Because, as a parent that rings very true to me, especially of late. I have three kids and they are all old enough to have lives of their own. I see them when they are home, I interact with them when they deign to interact with me.

They do not even see movies with me much anymore.

I know!

The horror.

Similarly, I see my students just when they are in the classroom or bother to come to my office hours, or maybe passing in the hall. I see my siblings and parents only occasionally. I see my grad school friends rarely but for Facebook. Their lives when they are away from my sight might as well be foreign constructs, like films I will never see but only hear about third hand. Their loves, their hates, their habits and behaviors--these are things that only exist in temporary windows.

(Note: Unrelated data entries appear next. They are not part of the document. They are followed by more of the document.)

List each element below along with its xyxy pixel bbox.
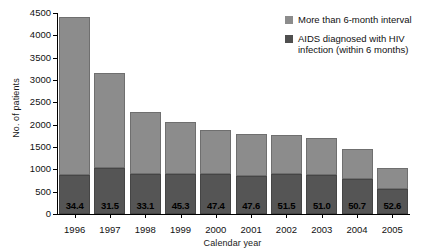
chart-figure: No. of patients Calendar year 0500100015… xyxy=(0,0,426,252)
x-tick-label-2004: 2004 xyxy=(346,224,367,235)
legend-item-label: AIDS diagnosed with HIV infection (withi… xyxy=(298,33,418,56)
y-tick-mark xyxy=(53,35,57,36)
y-tick-mark xyxy=(53,147,57,148)
bar-2001: 47.6 xyxy=(236,134,267,214)
x-axis-title: Calendar year xyxy=(55,238,410,248)
x-tick-label-1998: 1998 xyxy=(135,224,156,235)
x-tick-mark xyxy=(322,214,323,218)
x-tick-mark xyxy=(145,214,146,218)
y-tick-label: 1500 xyxy=(30,142,51,152)
bar-2005: 52.6 xyxy=(377,168,408,214)
bar-data-label: 47.6 xyxy=(236,200,267,211)
legend-swatch-dark xyxy=(285,35,293,43)
x-tick-label-1997: 1997 xyxy=(99,224,120,235)
bar-segment-more-than-6-month xyxy=(130,112,161,175)
y-tick-label: 0 xyxy=(46,209,51,219)
bar-1997: 31.5 xyxy=(94,73,125,214)
bar-data-label: 45.3 xyxy=(165,200,196,211)
bar-segment-more-than-6-month xyxy=(165,122,196,173)
chart-legend: More than 6-month intervalAIDS diagnosed… xyxy=(285,14,425,63)
bar-data-label: 51.0 xyxy=(306,200,337,211)
bar-data-label: 47.4 xyxy=(200,200,231,211)
x-tick-label-2003: 2003 xyxy=(311,224,332,235)
x-tick-mark xyxy=(216,214,217,218)
bar-1996: 34.4 xyxy=(59,17,90,214)
bar-2003: 51.0 xyxy=(306,138,337,214)
y-tick-mark xyxy=(53,169,57,170)
x-tick-label-2000: 2000 xyxy=(205,224,226,235)
bar-1998: 33.1 xyxy=(130,112,161,214)
y-tick-label: 2000 xyxy=(30,120,51,130)
y-tick-mark xyxy=(53,102,57,103)
x-tick-mark xyxy=(110,214,111,218)
x-tick-label-1999: 1999 xyxy=(170,224,191,235)
y-tick-label: 2500 xyxy=(30,98,51,108)
x-tick-label-2005: 2005 xyxy=(382,224,403,235)
y-tick-mark xyxy=(53,214,57,215)
bar-1999: 45.3 xyxy=(165,122,196,214)
bar-segment-more-than-6-month xyxy=(342,149,373,179)
legend-item-1: AIDS diagnosed with HIV infection (withi… xyxy=(285,33,425,56)
bar-2000: 47.4 xyxy=(200,130,231,214)
bar-segment-more-than-6-month xyxy=(306,138,337,175)
y-tick-label: 3000 xyxy=(30,75,51,85)
bar-2002: 51.5 xyxy=(271,135,302,215)
y-tick-label: 1000 xyxy=(30,165,51,175)
bar-segment-more-than-6-month xyxy=(271,135,302,174)
y-tick-label: 4000 xyxy=(30,31,51,41)
y-tick-mark xyxy=(53,192,57,193)
x-tick-mark xyxy=(357,214,358,218)
x-tick-label-2001: 2001 xyxy=(241,224,262,235)
bar-data-label: 51.5 xyxy=(271,200,302,211)
y-tick-label: 500 xyxy=(35,187,51,197)
x-tick-mark xyxy=(286,214,287,218)
bar-data-label: 34.4 xyxy=(59,200,90,211)
y-axis-title: No. of patients xyxy=(11,48,21,168)
x-tick-mark xyxy=(251,214,252,218)
bar-segment-more-than-6-month xyxy=(200,130,231,174)
legend-item-0: More than 6-month interval xyxy=(285,14,425,26)
bar-2004: 50.7 xyxy=(342,149,373,214)
y-tick-mark xyxy=(53,80,57,81)
y-tick-mark xyxy=(53,125,57,126)
x-tick-mark xyxy=(75,214,76,218)
bar-data-label: 52.6 xyxy=(377,200,408,211)
bar-data-label: 33.1 xyxy=(130,200,161,211)
x-tick-mark xyxy=(392,214,393,218)
y-tick-mark xyxy=(53,58,57,59)
legend-item-label: More than 6-month interval xyxy=(298,14,412,26)
y-tick-label: 4500 xyxy=(30,8,51,18)
x-tick-label-1996: 1996 xyxy=(64,224,85,235)
x-tick-label-2002: 2002 xyxy=(276,224,297,235)
legend-swatch-light xyxy=(285,16,293,24)
bar-segment-more-than-6-month xyxy=(59,17,90,176)
y-axis-line xyxy=(57,13,58,215)
y-tick-mark xyxy=(53,13,57,14)
bar-data-label: 50.7 xyxy=(342,200,373,211)
bar-segment-more-than-6-month xyxy=(377,168,408,189)
bar-segment-more-than-6-month xyxy=(236,134,267,176)
bar-segment-more-than-6-month xyxy=(94,73,125,169)
bar-data-label: 31.5 xyxy=(94,200,125,211)
x-tick-mark xyxy=(181,214,182,218)
y-tick-label: 3500 xyxy=(30,53,51,63)
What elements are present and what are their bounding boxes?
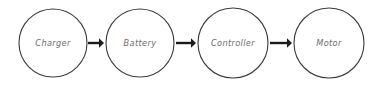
arrowhead-icon (99, 38, 104, 48)
node-charger[interactable]: Charger (19, 9, 87, 77)
edge-charger-to-battery (88, 38, 104, 48)
edge-battery-to-controller (176, 38, 196, 48)
flow-diagram: Charger Battery Controller Motor (0, 0, 385, 86)
node-controller[interactable]: Controller (198, 8, 268, 78)
node-controller-label: Controller (211, 38, 255, 48)
node-battery[interactable]: Battery (106, 9, 174, 77)
arrowhead-icon (191, 38, 196, 48)
edge-controller-to-motor (270, 38, 292, 48)
node-battery-label: Battery (124, 38, 157, 48)
node-motor[interactable]: Motor (294, 8, 364, 78)
arrowhead-icon (287, 38, 292, 48)
diagram-canvas: Charger Battery Controller Motor (0, 0, 385, 86)
node-motor-label: Motor (316, 38, 342, 48)
node-charger-label: Charger (35, 38, 71, 48)
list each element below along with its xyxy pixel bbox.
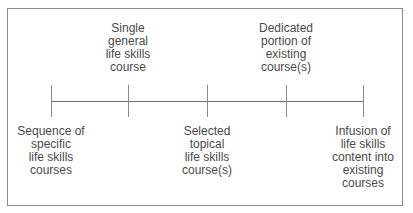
- label-dedicated-portion: Dedicated portion of existing course(s): [231, 22, 341, 74]
- tick-2: [128, 85, 129, 117]
- label-line: course(s): [152, 164, 262, 177]
- label-selected-topical-courses: Selected topical life skills course(s): [152, 125, 262, 177]
- label-line: course(s): [231, 61, 341, 74]
- label-infusion-into-courses: Infusion of life skills content into exi…: [308, 125, 413, 190]
- label-line: courses: [308, 177, 413, 190]
- tick-5: [363, 85, 364, 117]
- label-line: courses: [0, 164, 106, 177]
- tick-1: [51, 85, 52, 117]
- label-single-general-course: Single general life skills course: [73, 22, 183, 74]
- label-line: course: [73, 61, 183, 74]
- tick-4: [286, 85, 287, 117]
- label-sequence-of-courses: Sequence of specific life skills courses: [0, 125, 106, 177]
- tick-3: [207, 85, 208, 117]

Like film characters. Like TV characters. Novel characters (though my own creations remain in my head long after I finish or abandon a bit of fiction). Even D&D characters (though my own current character is in my head quite often). A particular character, the things they do, the things they say... The things the writer and director have them do, the things the writer and director have them say... Hell, the things the actor has them do, the things the actor has them say--all of these things are all the evidence I have for who and what these characters are. I know only of their dreams inasmuch as they reference them in the short time I am with them. I know only of their love lives if their love lives are part of the plot of the film in question, or if they bother to mention it. A lazy screenwriter or director, or a bad actor might make these choices poorly and ruin my experience of the character...

But then, I must consider the fact that your experience of a particular character is not the same as mine. Your experience of a particular plot is not the same as mine. Your 20th Century Women is not my 20th Century Women. Your Hidden Figures is not my Hidden Figures. Your Manchester by the Sea is not my Manchester by the Sea. Etcetera. Etcetera. Etcetera. And, so forth.

(Sorry, I saw a production of The King and I this past week and I could not help it.)

I return to Benesh...

(Readers of that other blog of mine may remember my systematic deconstruction of and debate with Mary Ellen Benesh's dissertation regarding Groundhog Day--coming up on twenty-three years after that film, also close to nine months after that film, and many, many numbers in between.)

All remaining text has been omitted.